Table of Contents
Fetching ...

Functional Autoencoder for Smoothing and Representation Learning

Sidi Wu, Cédric Beaulac, Jiguo Cao

TL;DR

This work addresses the challenge of learning nonlinear representations and smoothing for discretely observed functional data. It introduces the Functional Autoencoder (FAE), which uses a projection-based encoder with functional weights and a basis-based decoder via a coefficient layer to produce smooth functional reconstructions from low-dimensional representations. Through simulations and a real El Niño dataset, FAEs outperform FPCA in nonlinear settings and offer superior smoothing and computational efficiency relative to conventional autoencoders, while preserving compatibility with irregularly spaced observations. The method advances functional data analysis by enabling one-step, unsupervised learning of nonlinear representations and smooth reconstructions, with potential extensions to multivariate functional data and nonlinear functional regression.

Abstract

A common pipeline in functional data analysis is to first convert the discretely observed data to smooth functions, and then represent the functions by a finite-dimensional vector of coefficients summarizing the information. Existing methods for data smoothing and dimensional reduction mainly focus on learning the linear mappings from the data space to the representation space, however, learning only the linear representations may not be sufficient. In this study, we propose to learn the nonlinear representations of functional data using neural network autoencoders designed to process data in the form it is usually collected without the need of preprocessing. We design the encoder to employ a projection layer computing the weighted inner product of the functional data and functional weights over the observed timestamp, and the decoder to apply a recovery layer that maps the finite-dimensional vector extracted from the functional data back to functional space using a set of predetermined basis functions. The developed architecture can accommodate both regularly and irregularly spaced data. Our experiments demonstrate that the proposed method outperforms functional principal component analysis in terms of prediction and classification, and maintains superior smoothing ability and better computational efficiency in comparison to the conventional autoencoders under both linear and nonlinear settings.

Functional Autoencoder for Smoothing and Representation Learning

TL;DR

This work addresses the challenge of learning nonlinear representations and smoothing for discretely observed functional data. It introduces the Functional Autoencoder (FAE), which uses a projection-based encoder with functional weights and a basis-based decoder via a coefficient layer to produce smooth functional reconstructions from low-dimensional representations. Through simulations and a real El Niño dataset, FAEs outperform FPCA in nonlinear settings and offer superior smoothing and computational efficiency relative to conventional autoencoders, while preserving compatibility with irregularly spaced observations. The method advances functional data analysis by enabling one-step, unsupervised learning of nonlinear representations and smooth reconstructions, with potential extensions to multivariate functional data and nonlinear functional regression.

Abstract

A common pipeline in functional data analysis is to first convert the discretely observed data to smooth functions, and then represent the functions by a finite-dimensional vector of coefficients summarizing the information. Existing methods for data smoothing and dimensional reduction mainly focus on learning the linear mappings from the data space to the representation space, however, learning only the linear representations may not be sufficient. In this study, we propose to learn the nonlinear representations of functional data using neural network autoencoders designed to process data in the form it is usually collected without the need of preprocessing. We design the encoder to employ a projection layer computing the weighted inner product of the functional data and functional weights over the observed timestamp, and the decoder to apply a recovery layer that maps the finite-dimensional vector extracted from the functional data back to functional space using a set of predetermined basis functions. The developed architecture can accommodate both regularly and irregularly spaced data. Our experiments demonstrate that the proposed method outperforms functional principal component analysis in terms of prediction and classification, and maintains superior smoothing ability and better computational efficiency in comparison to the conventional autoencoders under both linear and nonlinear settings.
Paper Structure (21 sections, 15 equations, 11 figures, 2 tables, 2 algorithms)

This paper contains 21 sections, 15 equations, 11 figures, 2 tables, 2 algorithms.

Figures (11)

  • Figure 1: Functional autoencoder for continuous data with $L=1$ hidden layer.
  • Figure 2: Functional autoencoder for discrete data with $L=1$ hidden layer.
  • Figure 3: Encoder with a Feature Layer. Notice that the input and feature layers are devoid of parameters at this point and are entirely deterministic given the data and the choice of basis function for $w$.
  • Figure 4: Decoder with a Coefficient Layer. Similarly, the last two layers are devoid of parameters and are deterministic.
  • Figure 5: A graphical representation of the FAE we propose for discrete functional data. The model represented only has a single hidden layer $h$, that serves the role of latent representation.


Assigned task ::
Nothing in the records may be left out or altered; reproduce them all exactly.

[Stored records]
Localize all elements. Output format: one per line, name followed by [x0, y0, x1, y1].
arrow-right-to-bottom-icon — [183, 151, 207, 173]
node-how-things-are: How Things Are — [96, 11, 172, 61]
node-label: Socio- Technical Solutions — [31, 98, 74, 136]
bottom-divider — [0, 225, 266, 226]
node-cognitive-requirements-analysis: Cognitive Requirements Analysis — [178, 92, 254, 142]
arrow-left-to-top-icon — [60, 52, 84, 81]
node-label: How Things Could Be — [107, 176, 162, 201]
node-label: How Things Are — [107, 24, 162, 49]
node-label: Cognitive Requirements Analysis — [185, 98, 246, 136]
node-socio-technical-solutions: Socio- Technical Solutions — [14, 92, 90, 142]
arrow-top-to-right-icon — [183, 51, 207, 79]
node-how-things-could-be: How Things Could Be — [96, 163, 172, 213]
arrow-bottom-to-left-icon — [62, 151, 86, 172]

Task output ::
Localize all elements. Output format: one per line, name followed by [x0, y0, x1, y1].
arrow-right-to-bottom-icon — [183, 151, 207, 173]
node-how-things-are: How Things Are — [96, 11, 172, 61]
node-label: Socio- Technical Solutions — [31, 98, 74, 136]
bottom-divider — [0, 225, 266, 226]
node-cognitive-requirements-analysis: Cognitive Requirements Analysis — [178, 92, 254, 142]
arrow-left-to-top-icon — [60, 52, 84, 81]
node-label: How Things Could Be — [107, 176, 162, 201]
node-label: How Things Are — [107, 24, 162, 49]
node-label: Cognitive Requirements Analysis — [185, 98, 246, 136]
node-socio-technical-solutions: Socio- Technical Solutions — [14, 92, 90, 142]
arrow-top-to-right-icon — [183, 51, 207, 79]
node-how-things-could-be: How Things Could Be — [96, 163, 172, 213]
arrow-bottom-to-left-icon — [62, 151, 86, 172]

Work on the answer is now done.